Tibetan man in his 50s sets himself on fire

Tibetan exiles participate in a candlelit vigil in solidarity after reports of 52-year-old Tamdrin Dorjee’s self-immolation in Tsoe Monastery in northwestern China’s Gansu province, in Dharmsala, India, Saturday, Oct. 13, 2012. Dorjee, the grandfather of a revered Tibetan Buddhist figure died Saturday after setting himself on fire in protest of Chinese rule, the London-based rights group Free Tibet said. It said the man is the grandfather of the 7th Gungthang Rinpoche, believed by Tibetan Buddhists to be the reincarnation of an important religious figure. (AP Photo/ Ashwini Bhatia)

BEIJING — A Tibetan man in his 50s is believed to have died after setting himself on fire Monday in the latest protest against Chinese rule over the Himalayan region, a London-based rights group said.

Free Tibet said the man identified as Dhondup set fire to himself near the prayer hall at the remote Labrang Monastery in China’s northwestern Gansu province.

The monastery is one of the most important outside of Tibet and was the site of numerous protests by monks following deadly ethnic riots in Tibet in 2008 that were the most sustained Tibetan uprising against Chinese rule in decades.

Free Tibet said Monday’s self-immolation was the first to take place there, and that there have been heavy restrictions in place in the area in recent months.

Citing a witness, it said the monastery manager and other monks prevented police from taking Dhondup’s body away.

Calls to the government in Xiahe County, where the monastery is located, the Xiahe Communist Propaganda Department and Xiahe Public Security Bureau rang unanswered.

Dozens of Tibetans have set themselves on fire since March 2011 in ethnic Tibetan areas of China in protest over what activists say is Beijing’s heavy-handed rule in the region. Many have called for the return of their spiritual leader, the exiled Dalai Lama. The government has confirmed some, but not all, of the self-immolations.

“Tibetan protests are escalating,” Free Tibet director Stephanie Brigden said in a statement. “Dhondup is the eighth Tibetan in the last month alone who has risked his life to protest Chinese rule; seven of the eight have died.”

She said China’s government could recognize that Tibetan demands for freedom cannot be extinguished by force and that it “must enter into meaningful dialogue with Tibetan representatives, supported by the international community.”

Chinese authorities routinely deny Tibetan claims of repression and have accused supporters of the Dalai Lama of encouraging the self-immolations. The Dalai Lama and representatives of the self-declared Tibetan government-in-exile in India say they oppose all violence.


*What is needed*
Without the images, write out the entries word for word.

[Exercise material Boundary: Start]

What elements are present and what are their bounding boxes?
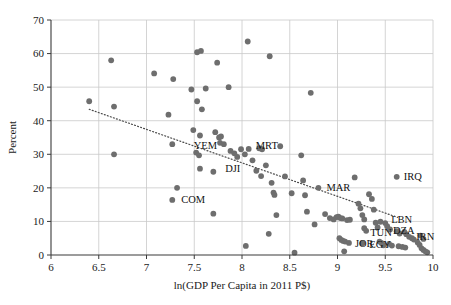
data-point xyxy=(402,245,408,251)
data-point xyxy=(347,217,353,223)
data-point xyxy=(322,211,328,217)
data-point xyxy=(273,212,279,218)
data-point xyxy=(361,217,367,223)
data-point xyxy=(363,228,369,234)
data-point xyxy=(298,152,304,158)
data-point xyxy=(238,146,244,152)
point-label-irq: IRQ xyxy=(404,171,423,182)
data-point xyxy=(369,196,375,202)
data-point xyxy=(234,154,240,160)
point-label-irn: IRN xyxy=(416,231,435,242)
data-point xyxy=(289,190,295,196)
data-point xyxy=(277,143,283,149)
data-point xyxy=(226,84,232,90)
data-point xyxy=(269,180,275,186)
y-tick-label: 0 xyxy=(39,249,45,261)
x-tick-label: 6.5 xyxy=(92,261,106,273)
x-tick-label: 8.5 xyxy=(283,261,297,273)
x-tick-label: 7.5 xyxy=(187,261,201,273)
data-point xyxy=(203,86,209,92)
x-tick-label: 8 xyxy=(239,261,245,273)
data-point xyxy=(194,98,200,104)
point-label-com: COM xyxy=(181,194,206,205)
data-point xyxy=(166,112,172,118)
y-tick-label: 10 xyxy=(33,215,45,227)
data-point xyxy=(190,127,196,133)
y-tick-label: 30 xyxy=(33,148,45,160)
y-tick-label: 20 xyxy=(33,182,45,194)
data-point xyxy=(302,192,308,198)
x-axis-title: ln(GDP Per Capita in 2011 P$) xyxy=(174,279,311,292)
point-label-dji: DJI xyxy=(225,163,241,174)
data-point xyxy=(308,90,314,96)
trendline xyxy=(89,109,397,217)
data-point xyxy=(312,222,318,228)
data-point xyxy=(282,174,288,180)
data-point xyxy=(246,146,252,152)
data-point xyxy=(199,106,205,112)
data-point xyxy=(250,157,256,163)
data-point xyxy=(266,231,272,237)
x-tick-label: 6 xyxy=(48,261,54,273)
data-point xyxy=(86,98,92,104)
y-tick-label: 40 xyxy=(33,115,45,127)
data-point xyxy=(221,141,227,147)
data-point xyxy=(304,209,310,215)
data-point xyxy=(210,211,216,217)
data-point xyxy=(197,133,203,139)
data-point xyxy=(272,192,278,198)
data-point xyxy=(352,175,358,181)
data-point xyxy=(212,129,218,135)
data-point xyxy=(424,249,430,255)
data-point xyxy=(188,87,194,93)
y-tick-label: 50 xyxy=(33,81,45,93)
y-axis-title: Percent xyxy=(6,121,18,154)
data-point xyxy=(341,248,347,254)
data-point xyxy=(253,168,259,174)
data-point xyxy=(263,162,269,168)
point-label-yem: YEM xyxy=(194,140,218,151)
y-tick-label: 60 xyxy=(33,47,45,59)
point-label-mar: MAR xyxy=(326,182,350,193)
y-tick-label: 70 xyxy=(33,14,45,26)
data-point xyxy=(258,173,264,179)
data-point xyxy=(151,70,157,76)
data-point xyxy=(218,134,224,140)
data-point xyxy=(346,240,352,246)
chart-canvas: COMYEMMRTDJIMARJORTUNEGYLBNDZAIRQIRN0102… xyxy=(0,0,451,305)
point-label-dza: DZA xyxy=(393,225,415,236)
data-point xyxy=(214,60,220,66)
data-point xyxy=(242,151,248,157)
data-point xyxy=(210,169,216,175)
x-tick-label: 7 xyxy=(144,261,150,273)
data-point xyxy=(243,243,249,249)
data-point xyxy=(300,178,306,184)
data-point xyxy=(358,205,364,211)
point-label-tun: TUN xyxy=(370,227,392,238)
data-point xyxy=(267,53,273,59)
data-point xyxy=(169,141,175,147)
data-point xyxy=(245,39,251,45)
data-point xyxy=(316,185,322,191)
scatter-chart: COMYEMMRTDJIMARJORTUNEGYLBNDZAIRQIRN0102… xyxy=(0,0,451,305)
point-label-lbn: LBN xyxy=(391,214,412,225)
data-point xyxy=(111,151,117,157)
data-point xyxy=(371,207,377,213)
data-point xyxy=(174,185,180,191)
point-label-egy: EGY xyxy=(369,239,391,250)
data-point xyxy=(197,166,203,172)
x-tick-label: 9.5 xyxy=(378,261,392,273)
data-point xyxy=(196,152,202,158)
point-label-mrt: MRT xyxy=(256,140,279,151)
data-point xyxy=(198,48,204,54)
data-point xyxy=(108,57,114,63)
x-tick-label: 10 xyxy=(428,261,440,273)
data-point xyxy=(111,104,117,110)
x-tick-label: 9 xyxy=(335,261,341,273)
data-point xyxy=(170,76,176,82)
data-point xyxy=(169,197,175,203)
data-point xyxy=(394,174,400,180)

[Exercise material Boundary: End]

*Solution below*
What elements are present and what are their bounding boxes?
data-point xyxy=(402,245,408,251)
data-point xyxy=(347,217,353,223)
data-point xyxy=(322,211,328,217)
data-point xyxy=(273,212,279,218)
data-point xyxy=(361,217,367,223)
data-point xyxy=(363,228,369,234)
data-point xyxy=(298,152,304,158)
data-point xyxy=(238,146,244,152)
point-label-irq: IRQ xyxy=(404,171,423,182)
data-point xyxy=(369,196,375,202)
data-point xyxy=(234,154,240,160)
point-label-irn: IRN xyxy=(416,231,435,242)
data-point xyxy=(289,190,295,196)
data-point xyxy=(277,143,283,149)
data-point xyxy=(226,84,232,90)
data-point xyxy=(269,180,275,186)
y-tick-label: 0 xyxy=(39,249,45,261)
x-tick-label: 6.5 xyxy=(92,261,106,273)
x-tick-label: 8.5 xyxy=(283,261,297,273)
x-tick-label: 7.5 xyxy=(187,261,201,273)
data-point xyxy=(203,86,209,92)
x-tick-label: 8 xyxy=(239,261,245,273)
data-point xyxy=(194,98,200,104)
point-label-com: COM xyxy=(181,194,206,205)
data-point xyxy=(166,112,172,118)
y-tick-label: 10 xyxy=(33,215,45,227)
data-point xyxy=(190,127,196,133)
y-tick-label: 30 xyxy=(33,148,45,160)
y-tick-label: 20 xyxy=(33,182,45,194)
data-point xyxy=(302,192,308,198)
x-axis-title: ln(GDP Per Capita in 2011 P$) xyxy=(174,279,311,292)
point-label-dji: DJI xyxy=(225,163,241,174)
data-point xyxy=(308,90,314,96)
trendline xyxy=(89,109,397,217)
data-point xyxy=(312,222,318,228)
data-point xyxy=(282,174,288,180)
data-point xyxy=(246,146,252,152)
data-point xyxy=(199,106,205,112)
data-point xyxy=(250,157,256,163)
data-point xyxy=(266,231,272,237)
x-tick-label: 6 xyxy=(48,261,54,273)
data-point xyxy=(86,98,92,104)
y-tick-label: 40 xyxy=(33,115,45,127)
data-point xyxy=(221,141,227,147)
data-point xyxy=(304,209,310,215)
data-point xyxy=(210,211,216,217)
data-point xyxy=(197,133,203,139)
data-point xyxy=(272,192,278,198)
data-point xyxy=(352,175,358,181)
data-point xyxy=(212,129,218,135)
data-point xyxy=(424,249,430,255)
data-point xyxy=(188,87,194,93)
y-tick-label: 50 xyxy=(33,81,45,93)
y-axis-title: Percent xyxy=(6,121,18,154)
data-point xyxy=(341,248,347,254)
data-point xyxy=(253,168,259,174)
data-point xyxy=(263,162,269,168)
point-label-yem: YEM xyxy=(194,140,218,151)
y-tick-label: 60 xyxy=(33,47,45,59)
point-label-mar: MAR xyxy=(326,182,350,193)
y-tick-label: 70 xyxy=(33,14,45,26)
data-point xyxy=(258,173,264,179)
data-point xyxy=(151,70,157,76)
data-point xyxy=(218,134,224,140)
data-point xyxy=(346,240,352,246)
chart-canvas: COMYEMMRTDJIMARJORTUNEGYLBNDZAIRQIRN0102… xyxy=(0,0,451,305)
point-label-dza: DZA xyxy=(393,225,415,236)
data-point xyxy=(214,60,220,66)
data-point xyxy=(242,151,248,157)
data-point xyxy=(210,169,216,175)
x-tick-label: 7 xyxy=(144,261,150,273)
data-point xyxy=(243,243,249,249)
data-point xyxy=(300,178,306,184)
data-point xyxy=(358,205,364,211)
point-label-tun: TUN xyxy=(370,227,392,238)
data-point xyxy=(267,53,273,59)
data-point xyxy=(169,141,175,147)
data-point xyxy=(245,39,251,45)
data-point xyxy=(316,185,322,191)
scatter-chart: COMYEMMRTDJIMARJORTUNEGYLBNDZAIRQIRN0102… xyxy=(0,0,451,305)
point-label-lbn: LBN xyxy=(391,214,412,225)
data-point xyxy=(111,151,117,157)
data-point xyxy=(371,207,377,213)
data-point xyxy=(174,185,180,191)
point-label-egy: EGY xyxy=(369,239,391,250)
data-point xyxy=(197,166,203,172)
x-tick-label: 9.5 xyxy=(378,261,392,273)
data-point xyxy=(196,152,202,158)
point-label-mrt: MRT xyxy=(256,140,279,151)
data-point xyxy=(198,48,204,54)
data-point xyxy=(108,57,114,63)
x-tick-label: 10 xyxy=(428,261,440,273)
data-point xyxy=(111,104,117,110)
x-tick-label: 9 xyxy=(335,261,341,273)
data-point xyxy=(170,76,176,82)
data-point xyxy=(169,197,175,203)
data-point xyxy=(394,174,400,180)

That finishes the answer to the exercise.